From Liberia, Christina Blama-Hessou said the fellowship strengthened her resolve to improve menstrual health education among adolescent girls.
“My first period was surrounded by fear and misinformation,” she recalled. “I don’t want other girls to go through the same experience.”
She plans to implement a project titled What I Wish Someone Had Told Me, which will provide menstrual health education through schools, parents, health workers and peer support groups.
Her long-term ambition is to establish a women’s wellness centre where girls and women can access reliable reproductive health information and support.
Beyond Awareness
Organisers say the fellowship’s impact will be measured not by the number of certificates awarded but by the community projects implemented in the months ahead.

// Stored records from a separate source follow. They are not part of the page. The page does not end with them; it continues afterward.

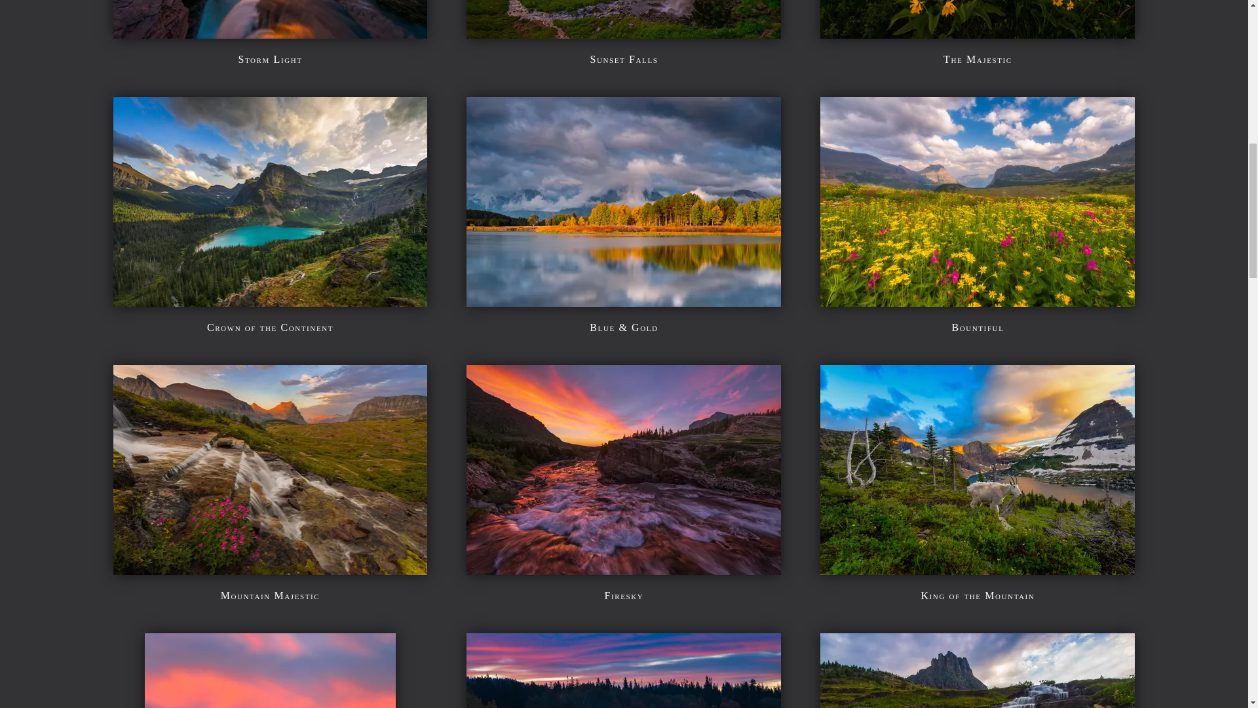 Image resolution: width=1258 pixels, height=708 pixels. I want to click on Sunset Falls, so click(624, 29).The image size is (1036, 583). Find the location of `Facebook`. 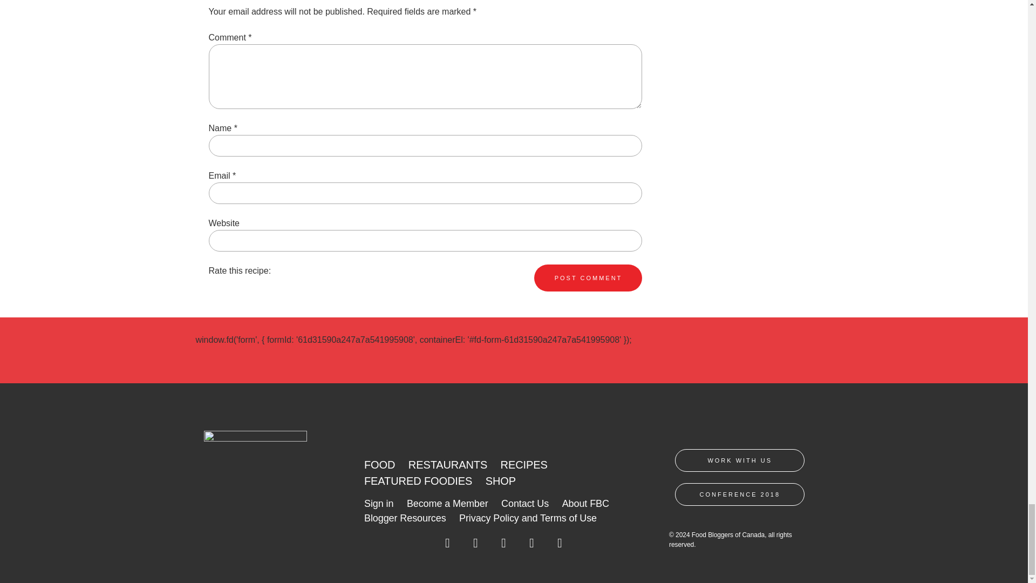

Facebook is located at coordinates (448, 546). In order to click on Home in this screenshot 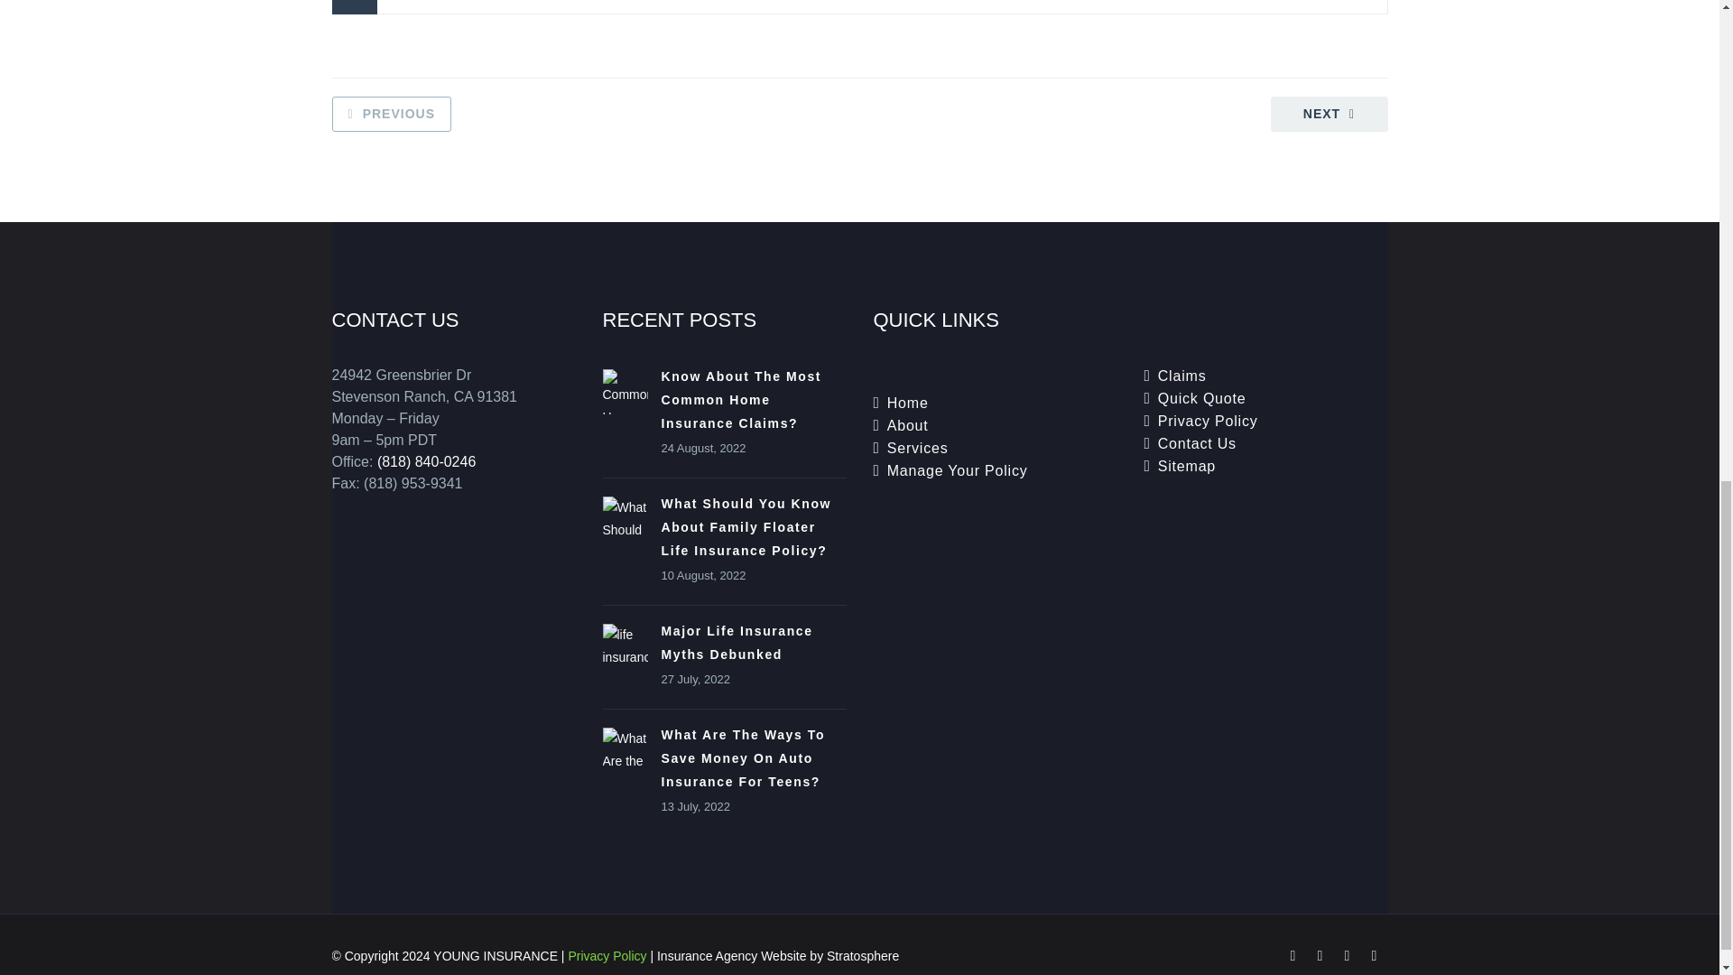, I will do `click(908, 403)`. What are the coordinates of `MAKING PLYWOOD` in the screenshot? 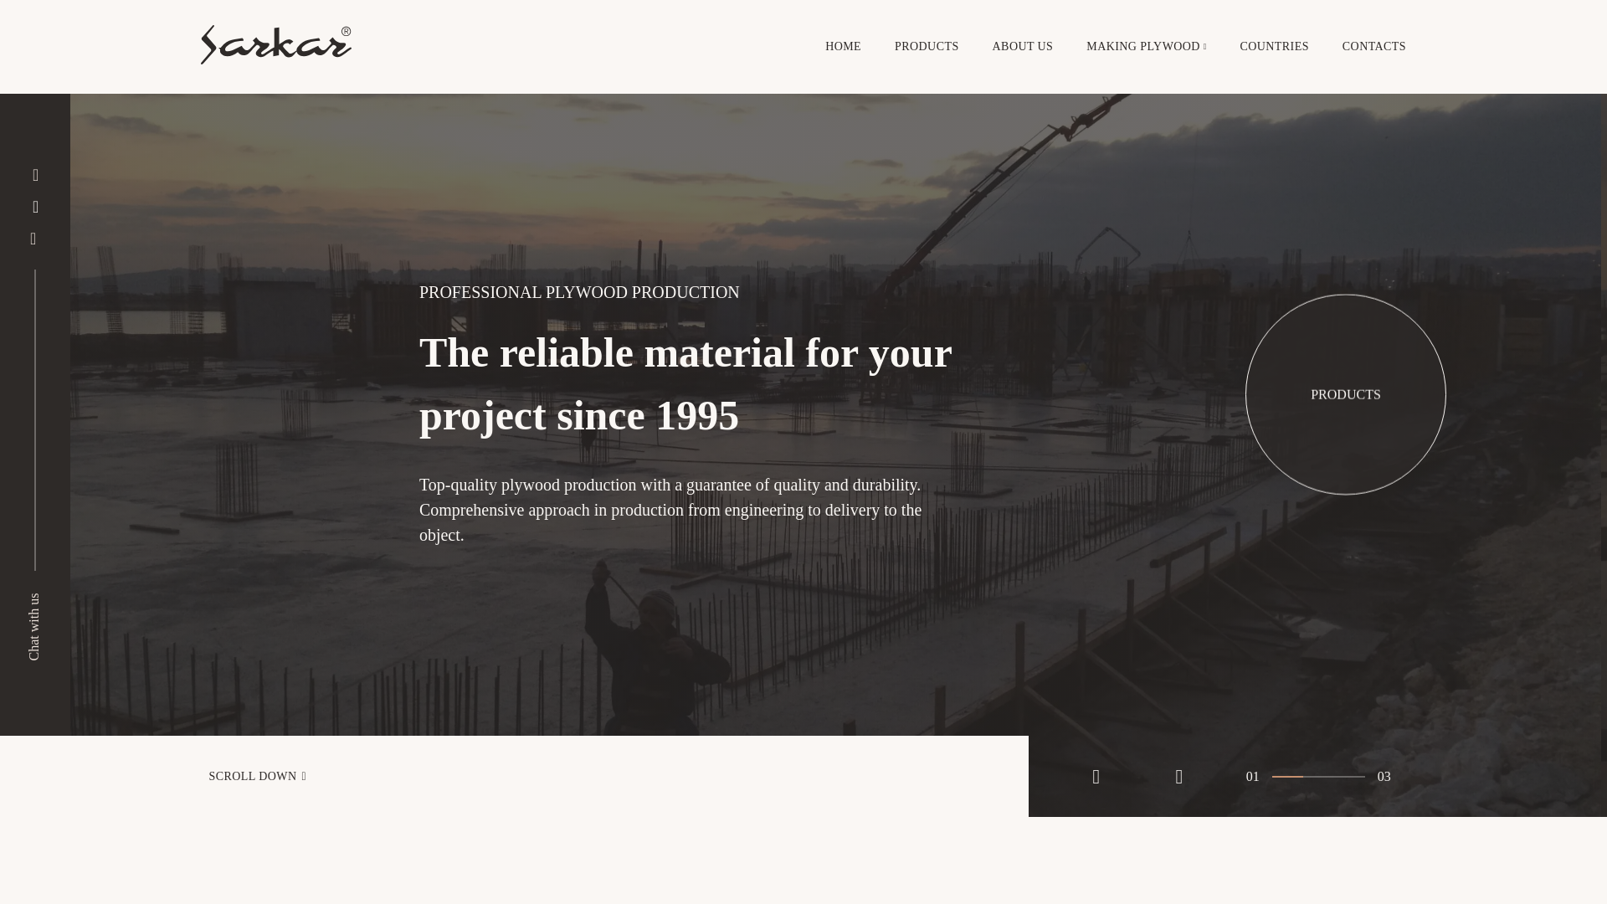 It's located at (1143, 46).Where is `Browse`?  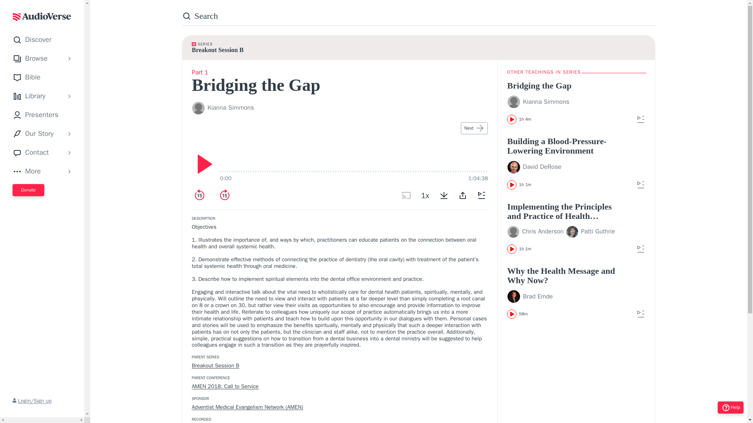
Browse is located at coordinates (37, 59).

The graduates are expected to establish menstrual health clubs, organise school outreaches, engage parents and community leaders, distribute reusable sanitary products and promote conversations aimed at reducing stigma surrounding menstruation.
As they return to communities across West Africa, the fellows face the challenge of translating six weeks of training into lasting change, ensuring that fewer girls miss school, suffer discrimination or lack access to accurate menstrual health information simply because of their periods.
If sustained, the initiative could contribute to growing grassroots efforts across the region to improve menstrual health awareness while expanding opportunities for girls to remain in school and participate fully in community life.